The friction is the feature. High-speed travel solves the problem of distance. But the problem of distance was also doing something: it was giving you time to become someone who had traveled that far. When you compress the transit, you arrive without having undergone anything. You're at the destination but you haven't earned the coordinates in your body yet. The same thing happens with understanding. A fast summary of a complex idea gives you the conclusion without the path. And conclusions without paths are just opinions you borrowed from someone else's walk.

Mind Your Matter's avatar

Sounds like a perfect analogy to AI 😅

William Hsu 許威廉's avatar

Exactly!And maybe that's the most honest way to describe what's missing. The model has walked every path in the training data. But it hasn't arrived anywhere. It holds the coordinates without having a body that remembers the distance.

How to Be an Artist: A Memoir's avatar

At 24, I left my husband, quit my job, sold everything I owned and went to Paris. For 7 months, I hitchhiked all over Europe and had amazing experiences. That was 1972, the year terrorism expanded. It’s a harder world now, but like you said, individual people are wonderful.

Huy Pham's avatar

I resonate with your sharing tremendously. Every time I'm out in the wild, I can feel life, the liveliness, the voices of nature. It never feels enough.

Florian Lohse's avatar

„It never feels enough“ 💯this, I think that’s something important in itself

Dmytro Omelian's avatar

it is worth finding more people bolder than you. love this one!

C.R. Burgess's avatar

Thoreau, Nan Shepherd, and more recently Robert Macfarlane are all favorites of mine who understand this well. Something you discuss and they kinda neglect is the psychic wherewithal often needed to do things like cycle (or walk) to another country without a plan.

Andrew P's avatar

Are you familiar with Chris Arnade's substack "Walking the World"?

Chris is middle-aged and not necessarily looking for adventures (though he often engages with downtrodden and/or mentally ill people he encounters, whom he is willing to talk to but not many others are).

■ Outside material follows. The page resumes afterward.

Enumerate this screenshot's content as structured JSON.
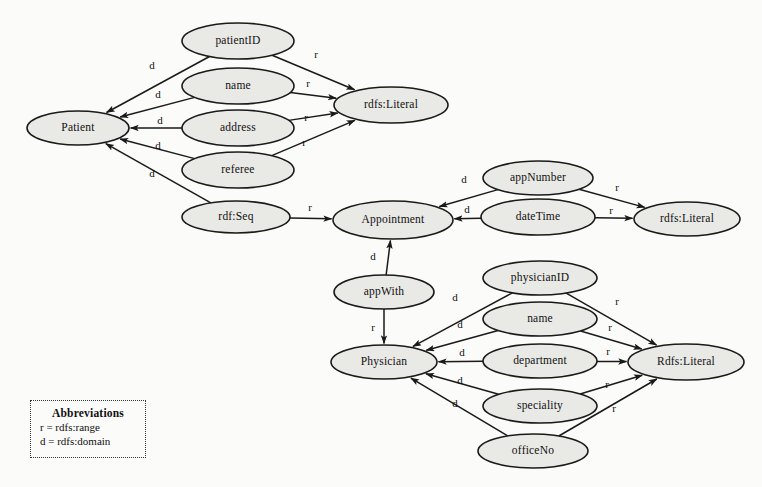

But he spends his time walking through or between cities in various places around the world, finding local bars, meeting strangers, and trying to come up with some sort of picture of how human cultures differ and don't.

When I was in my 20s I also spent time exploring and meeting and staying with strangers. It was an amazing time. Now that I have small children this feels impractical or dangerous. But I like to think, when they have grown, that I will start doing this again.

Jess's avatar

I love this so much. As someone, who has gone through life more internally, these experiences definitely serve as added motivation to go forth and tread more, trusting the process (and possibilities) along the way. Beautifully written. ✨️

Noah Hirshon's avatar

The "weirder and more friendly" framing is the right one. A version of this lesson I keep relearning: most of the friction I imagine before doing a thing turns out to be friction I was carrying with me, not friction in the world. Putting yourself in motion — on foot, in a strange town, or just into a conversation you've been avoiding — exposes which constraints were real and which were postural.